What are the differences between Floating IPs and Virtual IPs

ipnetworkingvirtualhost

This might be a pedestrian question but what is the difference between a "Floating IP" address and a "Virtual IP" address? Are they synonyms?

Best Answer

To me, the terms mean different things.

A floating IP address is used to support failover in a high-availability cluster. The cluster is configured such that only the active member of the cluster "owns" or responds to that IP address at any given time. Should the active member fail, then "ownership" of the floating IP address would be transferred to a standby member to promote it as the new active member. Specifically, the member to be promoted issues a gratuitous ARP, announcing the new MAC address–to–IP address association.

A virtual IP address refers to the IP address of a virtual server, and is a more nebulous term. With F5 load balancers, for example, the virtual servers are the services (websites, etc.) you want to host.

More concretely, suppose you have a pair of load balancers in an active-standby cluster. For each interface or VLAN, the load balancers would each have a self IP address, as well as a floating IP address that is shared between both members. When the load balancer relays incoming requests to the back-end nodes, it uses the floating IP address as the source address, so if the load balancer dies, its partner will be able to take over and receive the response. Each website or other service being hosted on the load balancers would have its own IP address, which you could call a "virtual" IP address. (You could say that these virtual IPs "float" as well, since control of them would transfer to the standby node in the event of a failover.)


**WORK REQUEST:**
Scan the data, and whenever a line contains "want", copy it.

### EXERCISE MATERIAL ###

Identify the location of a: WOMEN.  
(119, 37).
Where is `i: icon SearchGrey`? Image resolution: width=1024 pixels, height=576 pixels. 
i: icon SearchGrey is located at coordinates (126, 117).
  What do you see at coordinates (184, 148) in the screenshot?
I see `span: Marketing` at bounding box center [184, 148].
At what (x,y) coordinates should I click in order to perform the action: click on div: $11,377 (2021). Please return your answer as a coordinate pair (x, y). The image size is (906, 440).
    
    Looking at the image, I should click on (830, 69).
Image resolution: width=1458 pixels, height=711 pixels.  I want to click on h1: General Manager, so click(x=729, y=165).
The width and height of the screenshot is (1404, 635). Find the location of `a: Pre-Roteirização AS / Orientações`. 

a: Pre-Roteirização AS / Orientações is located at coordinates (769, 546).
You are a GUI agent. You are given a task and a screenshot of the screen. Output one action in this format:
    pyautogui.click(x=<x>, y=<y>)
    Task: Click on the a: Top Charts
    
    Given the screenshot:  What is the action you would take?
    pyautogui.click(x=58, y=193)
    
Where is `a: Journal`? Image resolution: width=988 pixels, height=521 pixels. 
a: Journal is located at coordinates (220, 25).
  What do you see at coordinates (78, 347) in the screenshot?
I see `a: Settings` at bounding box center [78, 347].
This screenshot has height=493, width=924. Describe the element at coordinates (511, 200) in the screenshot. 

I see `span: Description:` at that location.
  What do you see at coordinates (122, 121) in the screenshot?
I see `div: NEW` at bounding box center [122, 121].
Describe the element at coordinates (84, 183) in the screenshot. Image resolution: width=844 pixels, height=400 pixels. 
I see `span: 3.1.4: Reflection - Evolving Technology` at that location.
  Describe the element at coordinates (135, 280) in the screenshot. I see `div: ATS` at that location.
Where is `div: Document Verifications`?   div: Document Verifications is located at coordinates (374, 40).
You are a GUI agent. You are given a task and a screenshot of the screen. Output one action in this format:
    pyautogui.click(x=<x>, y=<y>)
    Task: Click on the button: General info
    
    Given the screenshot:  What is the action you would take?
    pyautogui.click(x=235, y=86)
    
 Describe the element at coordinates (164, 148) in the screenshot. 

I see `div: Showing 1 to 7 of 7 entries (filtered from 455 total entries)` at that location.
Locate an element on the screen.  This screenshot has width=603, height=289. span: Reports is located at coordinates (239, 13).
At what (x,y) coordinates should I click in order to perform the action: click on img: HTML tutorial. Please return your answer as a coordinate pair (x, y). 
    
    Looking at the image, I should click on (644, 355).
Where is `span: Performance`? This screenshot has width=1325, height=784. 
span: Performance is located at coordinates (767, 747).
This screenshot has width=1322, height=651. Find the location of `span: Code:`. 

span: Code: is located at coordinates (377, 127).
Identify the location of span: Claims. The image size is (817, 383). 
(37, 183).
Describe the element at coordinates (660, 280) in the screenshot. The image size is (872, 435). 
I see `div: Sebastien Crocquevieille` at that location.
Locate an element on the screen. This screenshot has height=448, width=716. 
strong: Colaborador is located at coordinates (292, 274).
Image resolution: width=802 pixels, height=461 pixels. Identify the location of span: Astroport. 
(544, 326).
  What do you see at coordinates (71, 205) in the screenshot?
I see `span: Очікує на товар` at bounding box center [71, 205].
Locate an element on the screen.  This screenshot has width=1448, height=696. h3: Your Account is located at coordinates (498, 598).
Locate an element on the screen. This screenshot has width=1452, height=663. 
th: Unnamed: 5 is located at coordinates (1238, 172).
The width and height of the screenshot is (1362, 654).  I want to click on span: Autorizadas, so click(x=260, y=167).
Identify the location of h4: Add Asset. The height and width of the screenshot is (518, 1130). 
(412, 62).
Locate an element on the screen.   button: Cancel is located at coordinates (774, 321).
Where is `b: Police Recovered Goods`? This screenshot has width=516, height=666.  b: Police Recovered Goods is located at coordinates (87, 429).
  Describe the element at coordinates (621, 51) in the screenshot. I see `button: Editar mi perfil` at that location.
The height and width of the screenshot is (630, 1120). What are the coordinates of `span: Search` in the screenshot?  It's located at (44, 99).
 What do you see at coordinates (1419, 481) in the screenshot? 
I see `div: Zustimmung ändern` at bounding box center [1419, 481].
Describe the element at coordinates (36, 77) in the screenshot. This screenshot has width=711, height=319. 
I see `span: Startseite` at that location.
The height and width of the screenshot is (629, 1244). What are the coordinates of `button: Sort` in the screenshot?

###

**SOLUTION TO THIS PROBLEM:**
Image resolution: width=1458 pixels, height=711 pixels.  I want to click on h1: General Manager, so click(x=729, y=165).
The width and height of the screenshot is (1362, 654).  I want to click on span: Autorizadas, so click(x=260, y=167).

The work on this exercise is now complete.